I think the important thing to remember about the Japanese internment is the situation. We had been attacked. Maybe Roosevelt expected it - I rather think he did. I don't think he expected an attack on Pearl Harbor. I think he expected an attack on Southeast Asia. But we were attacked at Pearl Harbor
William A. RusherAnd Eleanor's husband was the man who did the interning. And I think they - Governor Warren, who was later to become such an impassioned Chief Justice on all sorts of human rights issues, was very big in the internment process. And I think that we simply sometimes tend not to understand or remember how people felt.
William A. RusherYou know, you can't always criticize without somebody being at the end of the stick. And she perhaps did not always grant credit to her opponents for their motives, any more than they granted credit to her for hers.

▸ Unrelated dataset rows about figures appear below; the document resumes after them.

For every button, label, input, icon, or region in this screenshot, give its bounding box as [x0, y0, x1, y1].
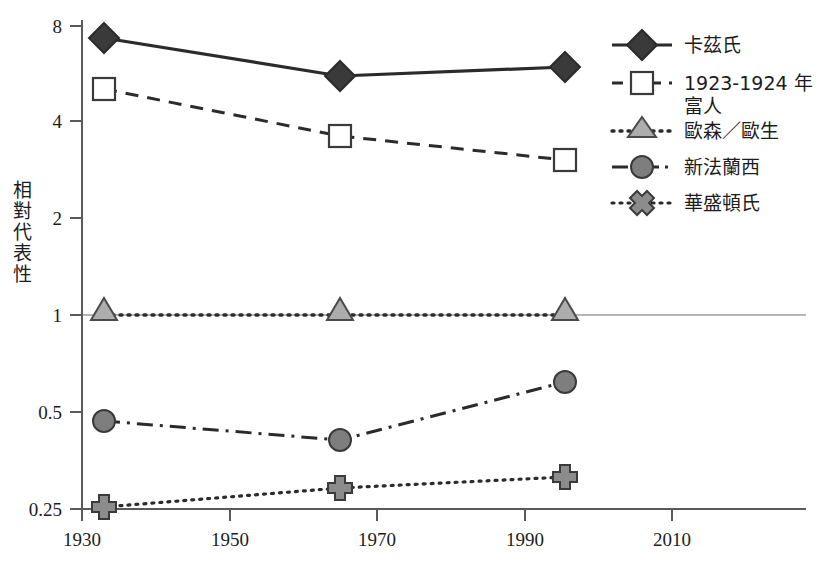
x-tick-label-1990: 1990 [506, 529, 544, 550]
legend-item-katz[interactable] [608, 33, 808, 57]
series-rich-marker-1933 [93, 78, 115, 100]
series-new-france-marker-1933 [93, 410, 115, 432]
series-new-france-marker-1965 [329, 429, 351, 451]
y-tick-label-2: 2 [53, 208, 63, 229]
x-tick-label-1930: 1930 [63, 529, 101, 550]
y-axis-title-char-2: 代 [10, 222, 34, 243]
y-axis-title-char-4: 性 [10, 264, 34, 285]
legend-item-rich[interactable] [608, 71, 808, 117]
y-axis-title-char-3: 表 [10, 243, 34, 264]
chart-figure: 8 4 2 1 0.5 0.25 1930 1950 1970 1990 201… [0, 0, 828, 575]
x-tick-label-1970: 1970 [358, 529, 396, 550]
legend-item-ohsen[interactable] [608, 119, 808, 143]
y-tick-label-1: 1 [53, 305, 63, 326]
y-tick-label-4: 4 [53, 111, 63, 132]
y-tick-label-0.25: 0.25 [29, 499, 62, 520]
y-axis-title-char-0: 相 [10, 180, 34, 201]
y-axis-title-char-1: 對 [10, 201, 34, 222]
series-new-france-marker-1993 [554, 371, 576, 393]
series-rich-marker-1965 [329, 125, 351, 147]
y-axis-title: 相 對 代 表 性 [10, 180, 34, 285]
legend-item-washington[interactable] [608, 191, 808, 215]
y-tick-label-0.5: 0.5 [38, 402, 62, 423]
x-tick-label-2010: 2010 [653, 529, 691, 550]
x-tick-label-1950: 1950 [211, 529, 249, 550]
y-tick-label-8: 8 [53, 16, 63, 37]
series-rich-marker-1993 [554, 149, 576, 171]
legend-item-new-france[interactable] [608, 155, 808, 179]
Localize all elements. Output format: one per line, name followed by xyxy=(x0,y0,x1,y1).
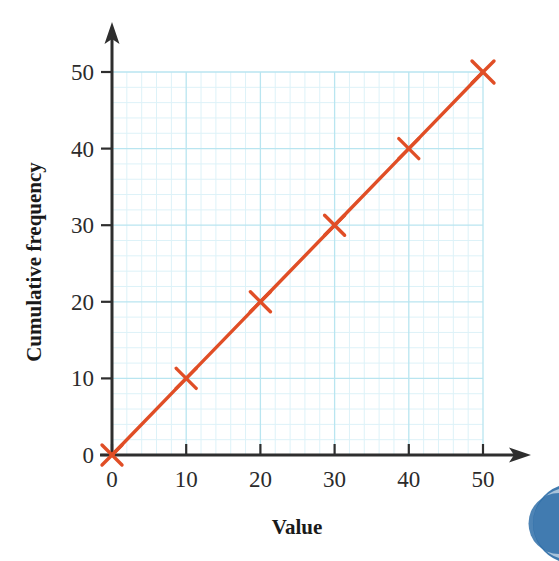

William A. RusherShe was obviously useful at the UN because she had a public persona before she ever got there. She was well known. She was a spokeswoman for many important things. When she got there, what she said was paid attention to, undoubtedly much more than would have been if just Joe Blow had been made our representative to the United Nations. In that sense, I think it was useful to have her there.
William A. RusherThey seemed like a team. And I think it is fair to say that Roosevelt was the consummate politician and that Eleanor was the socially conscious activist. It gave them a nice combination of yang and yin, which they took advantage of. And I think it worked very well for them politically.
William A. RusherAnd he [Franklin Roosevelt] got the votes of every southern white voting state in the country and wouldn't have been elected president once, let alone four times, if he hadn't. Now, at the same time he acquired over the years a reputation for being sympathetic to blacks, and he got their votes, heaven knows.
William A. RusherOur Navy was very largely sunk. And we were at war in no time at all. I share, in retrospect, the distress we all share at the internment of the Japanese American citizens of the United States. It was not our finest hour. But the Supreme Court had it before it at the time, and justified it and upheld it.